Climate change is altering animal brains and behavior − a neuroscientist explains how

Human-driven climate change is increasingly shaping the Earth’s living environments. Rising temperatures, rapid shifts in rainfall and seasonality, and ocean acidification are presenting altered environments to many animal species. How do animals adjust to these new, often extreme, conditions?

Animal nervous systems play a central role in both enabling and limiting how they respond to changing climates. Two of my main research interests as a biologist and neuroscientist involve understanding how animals accommodate temperature extremes and identifying the forces that shape the structure and function of animal nervous systems, especially brains. The intersection of these interests led me to explore the effects of climate on nervous systems and how animals will likely respond to rapidly shifting environments.

All major functions of the nervous system – sense detection, mental processing and behavior direction – are critical. They allow animals to navigate their environments in ways that enable their survival and reproduction. Climate change will likely affect these functions, often for the worse.

Shifting sensory environments

Changing temperatures shift the energy balance of ecosystems – from plants that produce energy from sunlight to the animals that consume plants and other animals – subsequently altering the sensory worlds that animals experience. It is likely that climate change will challenge all of their senses, from sight and taste to smell and touch.

Animals like mammals perceive temperature in part with special receptor proteins in their nervous systems that respond to heat and cold, discriminating between moderate and extreme temperatures. These receptor proteins help animals seek appropriate habitats and may play a critical role in how animals respond to changing temperatures.

Climate change disrupts the environmental cues animals rely on to solve problems like selecting a habitat, finding food and choosing mates. Some animals, such as mosquitoes that transmit parasites and pathogens, rely on temperature gradients to orient themselves to their environment. Temperature shifts are altering where and when mosquitoes search for hosts, leading to changes in disease transmission.

Climate change is pushing more and more mosquitoes to take humans as their preferred hosts.

How climate change affects the chemical signals animals use to communicate with each other or harm competitors can be especially complex because chemical compounds are highly sensitive to temperature.

Formerly reliable sources of information like seasonal changes in daylight can lose its utility as they become uncoupled. This could cause a breakdown in the link between day length and plant flowering and fruiting, and interruptions to animal behavior like hibernation and migration when day length no longer predicts resource availability.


Every line of the material below should be copied exactly.

▼

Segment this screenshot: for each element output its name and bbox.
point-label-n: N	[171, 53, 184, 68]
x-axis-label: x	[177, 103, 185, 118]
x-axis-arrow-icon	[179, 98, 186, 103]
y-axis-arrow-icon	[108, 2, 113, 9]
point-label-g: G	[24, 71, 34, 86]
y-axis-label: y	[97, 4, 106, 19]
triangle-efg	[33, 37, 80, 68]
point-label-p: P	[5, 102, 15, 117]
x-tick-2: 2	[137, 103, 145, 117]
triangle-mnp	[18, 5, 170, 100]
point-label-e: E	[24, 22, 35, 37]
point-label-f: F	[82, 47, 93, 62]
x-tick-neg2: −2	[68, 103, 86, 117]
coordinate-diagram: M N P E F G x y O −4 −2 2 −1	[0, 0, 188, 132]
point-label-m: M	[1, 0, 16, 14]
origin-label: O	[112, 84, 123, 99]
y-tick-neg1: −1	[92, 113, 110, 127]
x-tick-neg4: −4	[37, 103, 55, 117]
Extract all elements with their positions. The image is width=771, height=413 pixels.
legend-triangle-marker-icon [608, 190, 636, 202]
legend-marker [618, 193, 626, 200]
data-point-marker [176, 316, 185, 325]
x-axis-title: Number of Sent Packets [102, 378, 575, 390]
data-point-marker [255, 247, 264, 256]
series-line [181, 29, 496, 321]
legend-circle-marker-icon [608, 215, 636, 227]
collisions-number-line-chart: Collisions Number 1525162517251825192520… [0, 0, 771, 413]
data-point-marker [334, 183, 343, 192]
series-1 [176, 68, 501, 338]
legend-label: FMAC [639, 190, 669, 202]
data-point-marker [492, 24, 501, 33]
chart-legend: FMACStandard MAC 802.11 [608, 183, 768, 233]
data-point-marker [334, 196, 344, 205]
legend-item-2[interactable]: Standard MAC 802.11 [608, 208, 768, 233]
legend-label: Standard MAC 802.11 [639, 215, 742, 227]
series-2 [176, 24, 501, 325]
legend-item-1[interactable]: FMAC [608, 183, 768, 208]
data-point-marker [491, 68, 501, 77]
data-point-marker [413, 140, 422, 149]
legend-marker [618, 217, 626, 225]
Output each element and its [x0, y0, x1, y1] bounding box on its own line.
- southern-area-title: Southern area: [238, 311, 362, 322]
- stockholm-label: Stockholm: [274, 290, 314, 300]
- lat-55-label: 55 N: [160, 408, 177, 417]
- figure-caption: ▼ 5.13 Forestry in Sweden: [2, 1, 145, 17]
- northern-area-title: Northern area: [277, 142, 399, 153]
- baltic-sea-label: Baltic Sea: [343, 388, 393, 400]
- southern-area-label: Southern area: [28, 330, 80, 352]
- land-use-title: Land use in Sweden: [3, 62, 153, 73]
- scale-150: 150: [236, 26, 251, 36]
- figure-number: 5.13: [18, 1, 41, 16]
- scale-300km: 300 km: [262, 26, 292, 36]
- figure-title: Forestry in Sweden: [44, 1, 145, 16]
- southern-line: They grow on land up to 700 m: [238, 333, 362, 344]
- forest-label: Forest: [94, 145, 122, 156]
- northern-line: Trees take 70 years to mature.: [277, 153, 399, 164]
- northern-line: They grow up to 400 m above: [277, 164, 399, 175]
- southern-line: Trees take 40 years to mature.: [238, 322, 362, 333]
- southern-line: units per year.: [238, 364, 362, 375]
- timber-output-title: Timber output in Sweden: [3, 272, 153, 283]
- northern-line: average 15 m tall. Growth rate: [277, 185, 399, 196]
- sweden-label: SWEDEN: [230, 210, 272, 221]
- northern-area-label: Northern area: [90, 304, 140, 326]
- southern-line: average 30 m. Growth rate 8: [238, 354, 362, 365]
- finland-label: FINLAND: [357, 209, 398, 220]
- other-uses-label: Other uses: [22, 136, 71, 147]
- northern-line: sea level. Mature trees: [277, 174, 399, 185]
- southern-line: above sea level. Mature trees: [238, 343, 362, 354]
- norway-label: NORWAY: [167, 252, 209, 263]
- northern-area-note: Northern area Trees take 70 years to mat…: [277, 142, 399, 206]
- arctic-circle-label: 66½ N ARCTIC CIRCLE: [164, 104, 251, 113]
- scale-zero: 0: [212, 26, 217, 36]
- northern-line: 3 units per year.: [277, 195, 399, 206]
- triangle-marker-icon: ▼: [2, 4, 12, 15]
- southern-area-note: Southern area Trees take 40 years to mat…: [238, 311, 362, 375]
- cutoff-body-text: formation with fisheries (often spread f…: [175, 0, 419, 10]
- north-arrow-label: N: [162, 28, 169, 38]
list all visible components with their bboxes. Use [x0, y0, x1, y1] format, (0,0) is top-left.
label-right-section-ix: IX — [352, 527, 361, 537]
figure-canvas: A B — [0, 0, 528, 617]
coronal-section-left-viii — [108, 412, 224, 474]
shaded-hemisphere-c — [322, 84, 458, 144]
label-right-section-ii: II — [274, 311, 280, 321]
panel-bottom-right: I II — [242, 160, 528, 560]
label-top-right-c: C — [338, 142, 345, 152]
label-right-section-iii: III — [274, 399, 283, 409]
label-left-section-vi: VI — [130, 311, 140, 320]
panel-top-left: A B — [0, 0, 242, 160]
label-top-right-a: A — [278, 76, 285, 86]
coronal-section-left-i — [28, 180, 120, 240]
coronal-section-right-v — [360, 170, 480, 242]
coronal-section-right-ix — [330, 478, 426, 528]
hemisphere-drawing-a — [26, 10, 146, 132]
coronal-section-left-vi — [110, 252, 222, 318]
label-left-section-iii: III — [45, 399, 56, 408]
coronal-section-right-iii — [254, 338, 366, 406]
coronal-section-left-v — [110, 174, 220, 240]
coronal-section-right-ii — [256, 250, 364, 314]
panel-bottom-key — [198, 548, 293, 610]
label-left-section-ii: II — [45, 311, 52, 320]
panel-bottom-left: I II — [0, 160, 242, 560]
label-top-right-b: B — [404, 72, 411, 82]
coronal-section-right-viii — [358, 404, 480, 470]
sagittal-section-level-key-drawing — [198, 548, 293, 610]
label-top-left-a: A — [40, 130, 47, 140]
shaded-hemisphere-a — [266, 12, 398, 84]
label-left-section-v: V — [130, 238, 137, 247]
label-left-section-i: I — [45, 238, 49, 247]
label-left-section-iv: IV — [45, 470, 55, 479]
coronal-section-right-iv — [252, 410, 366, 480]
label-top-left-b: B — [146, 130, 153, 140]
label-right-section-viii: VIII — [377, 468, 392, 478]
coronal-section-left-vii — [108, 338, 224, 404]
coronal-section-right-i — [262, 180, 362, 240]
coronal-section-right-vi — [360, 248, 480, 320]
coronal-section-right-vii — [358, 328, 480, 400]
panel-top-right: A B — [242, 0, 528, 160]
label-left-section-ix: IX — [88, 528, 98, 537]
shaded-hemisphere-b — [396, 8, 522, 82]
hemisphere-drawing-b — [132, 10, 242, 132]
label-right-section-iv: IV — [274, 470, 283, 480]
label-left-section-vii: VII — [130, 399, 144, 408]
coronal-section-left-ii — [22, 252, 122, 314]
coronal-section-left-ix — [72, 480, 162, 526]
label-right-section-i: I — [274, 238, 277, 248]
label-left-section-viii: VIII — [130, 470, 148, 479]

▲

■ Task response ■
Segment this screenshot: for each element output its name and bbox.
point-label-n: N	[171, 53, 184, 68]
x-axis-label: x	[177, 103, 185, 118]
x-axis-arrow-icon	[179, 98, 186, 103]
y-axis-arrow-icon	[108, 2, 113, 9]
point-label-g: G	[24, 71, 34, 86]
y-axis-label: y	[97, 4, 106, 19]
triangle-efg	[33, 37, 80, 68]
point-label-p: P	[5, 102, 15, 117]
x-tick-2: 2	[137, 103, 145, 117]
triangle-mnp	[18, 5, 170, 100]
point-label-e: E	[24, 22, 35, 37]
point-label-f: F	[82, 47, 93, 62]
x-tick-neg2: −2	[68, 103, 86, 117]
coordinate-diagram: M N P E F G x y O −4 −2 2 −1	[0, 0, 188, 132]
point-label-m: M	[1, 0, 16, 14]
origin-label: O	[112, 84, 123, 99]
y-tick-neg1: −1	[92, 113, 110, 127]
x-tick-neg4: −4	[37, 103, 55, 117]
Extract all elements with their positions. The image is width=771, height=413 pixels.
legend-triangle-marker-icon [608, 190, 636, 202]
legend-marker [618, 193, 626, 200]
data-point-marker [176, 316, 185, 325]
x-axis-title: Number of Sent Packets [102, 378, 575, 390]
data-point-marker [255, 247, 264, 256]
series-line [181, 29, 496, 321]
legend-circle-marker-icon [608, 215, 636, 227]
collisions-number-line-chart: Collisions Number 1525162517251825192520… [0, 0, 771, 413]
data-point-marker [334, 183, 343, 192]
series-1 [176, 68, 501, 338]
legend-label: FMAC [639, 190, 669, 202]
data-point-marker [492, 24, 501, 33]
chart-legend: FMACStandard MAC 802.11 [608, 183, 768, 233]
data-point-marker [334, 196, 344, 205]
legend-item-2[interactable]: Standard MAC 802.11 [608, 208, 768, 233]
legend-label: Standard MAC 802.11 [639, 215, 742, 227]
series-2 [176, 24, 501, 325]
legend-item-1[interactable]: FMAC [608, 183, 768, 208]
data-point-marker [491, 68, 501, 77]
data-point-marker [413, 140, 422, 149]
legend-marker [618, 217, 626, 225]
Output each element and its [x0, y0, x1, y1] bounding box on its own line.
- southern-area-title: Southern area: [238, 311, 362, 322]
- stockholm-label: Stockholm: [274, 290, 314, 300]
- lat-55-label: 55 N: [160, 408, 177, 417]
- figure-caption: ▼ 5.13 Forestry in Sweden: [2, 1, 145, 17]
- northern-area-title: Northern area: [277, 142, 399, 153]
- baltic-sea-label: Baltic Sea: [343, 388, 393, 400]
- southern-area-label: Southern area: [28, 330, 80, 352]
- land-use-title: Land use in Sweden: [3, 62, 153, 73]
- scale-150: 150: [236, 26, 251, 36]
- figure-number: 5.13: [18, 1, 41, 16]
- scale-300km: 300 km: [262, 26, 292, 36]
- figure-title: Forestry in Sweden: [44, 1, 145, 16]
- southern-line: They grow on land up to 700 m: [238, 333, 362, 344]
- forest-label: Forest: [94, 145, 122, 156]
- northern-line: Trees take 70 years to mature.: [277, 153, 399, 164]
- northern-line: They grow up to 400 m above: [277, 164, 399, 175]
- southern-line: Trees take 40 years to mature.: [238, 322, 362, 333]
- southern-line: units per year.: [238, 364, 362, 375]
- timber-output-title: Timber output in Sweden: [3, 272, 153, 283]
- northern-line: average 15 m tall. Growth rate: [277, 185, 399, 196]
- sweden-label: SWEDEN: [230, 210, 272, 221]
- northern-area-label: Northern area: [90, 304, 140, 326]
- southern-line: average 30 m. Growth rate 8: [238, 354, 362, 365]
- finland-label: FINLAND: [357, 209, 398, 220]
- other-uses-label: Other uses: [22, 136, 71, 147]
- northern-line: sea level. Mature trees: [277, 174, 399, 185]
- southern-line: above sea level. Mature trees: [238, 343, 362, 354]
- norway-label: NORWAY: [167, 252, 209, 263]
- northern-area-note: Northern area Trees take 70 years to mat…: [277, 142, 399, 206]
- arctic-circle-label: 66½ N ARCTIC CIRCLE: [164, 104, 251, 113]
- scale-zero: 0: [212, 26, 217, 36]
- northern-line: 3 units per year.: [277, 195, 399, 206]
- triangle-marker-icon: ▼: [2, 4, 12, 15]
- southern-area-note: Southern area Trees take 40 years to mat…: [238, 311, 362, 375]
- cutoff-body-text: formation with fisheries (often spread f…: [175, 0, 419, 10]
- north-arrow-label: N: [162, 28, 169, 38]
list all visible components with their bboxes. Use [x0, y0, x1, y1] format, (0,0) is top-left.
label-right-section-ix: IX — [352, 527, 361, 537]
figure-canvas: A B — [0, 0, 528, 617]
coronal-section-left-viii — [108, 412, 224, 474]
shaded-hemisphere-c — [322, 84, 458, 144]
label-right-section-ii: II — [274, 311, 280, 321]
panel-bottom-right: I II — [242, 160, 528, 560]
label-top-right-c: C — [338, 142, 345, 152]
label-right-section-iii: III — [274, 399, 283, 409]
label-left-section-vi: VI — [130, 311, 140, 320]
panel-top-left: A B — [0, 0, 242, 160]
label-top-right-a: A — [278, 76, 285, 86]
coronal-section-left-i — [28, 180, 120, 240]
coronal-section-right-v — [360, 170, 480, 242]
coronal-section-right-ix — [330, 478, 426, 528]
hemisphere-drawing-a — [26, 10, 146, 132]
coronal-section-left-vi — [110, 252, 222, 318]
label-left-section-iii: III — [45, 399, 56, 408]
coronal-section-right-iii — [254, 338, 366, 406]
coronal-section-left-v — [110, 174, 220, 240]
coronal-section-right-ii — [256, 250, 364, 314]
panel-bottom-key — [198, 548, 293, 610]
label-left-section-ii: II — [45, 311, 52, 320]
panel-bottom-left: I II — [0, 160, 242, 560]
label-top-right-b: B — [404, 72, 411, 82]
coronal-section-right-viii — [358, 404, 480, 470]
sagittal-section-level-key-drawing — [198, 548, 293, 610]
label-top-left-a: A — [40, 130, 47, 140]
shaded-hemisphere-a — [266, 12, 398, 84]
label-left-section-v: V — [130, 238, 137, 247]
label-left-section-i: I — [45, 238, 49, 247]
label-left-section-iv: IV — [45, 470, 55, 479]
coronal-section-right-iv — [252, 410, 366, 480]
label-top-left-b: B — [146, 130, 153, 140]
label-right-section-viii: VIII — [377, 468, 392, 478]
coronal-section-left-vii — [108, 338, 224, 404]
coronal-section-right-i — [262, 180, 362, 240]
coronal-section-right-vi — [360, 248, 480, 320]
coronal-section-right-vii — [358, 328, 480, 400]
panel-top-right: A B — [242, 0, 528, 160]
label-left-section-ix: IX — [88, 528, 98, 537]
shaded-hemisphere-b — [396, 8, 522, 82]
hemisphere-drawing-b — [132, 10, 242, 132]
label-right-section-iv: IV — [274, 470, 283, 480]
label-left-section-vii: VII — [130, 399, 144, 408]
coronal-section-left-ii — [22, 252, 122, 314]
coronal-section-left-ix — [72, 480, 162, 526]
label-right-section-i: I — [274, 238, 277, 248]
label-left-section-viii: VIII — [130, 470, 148, 479]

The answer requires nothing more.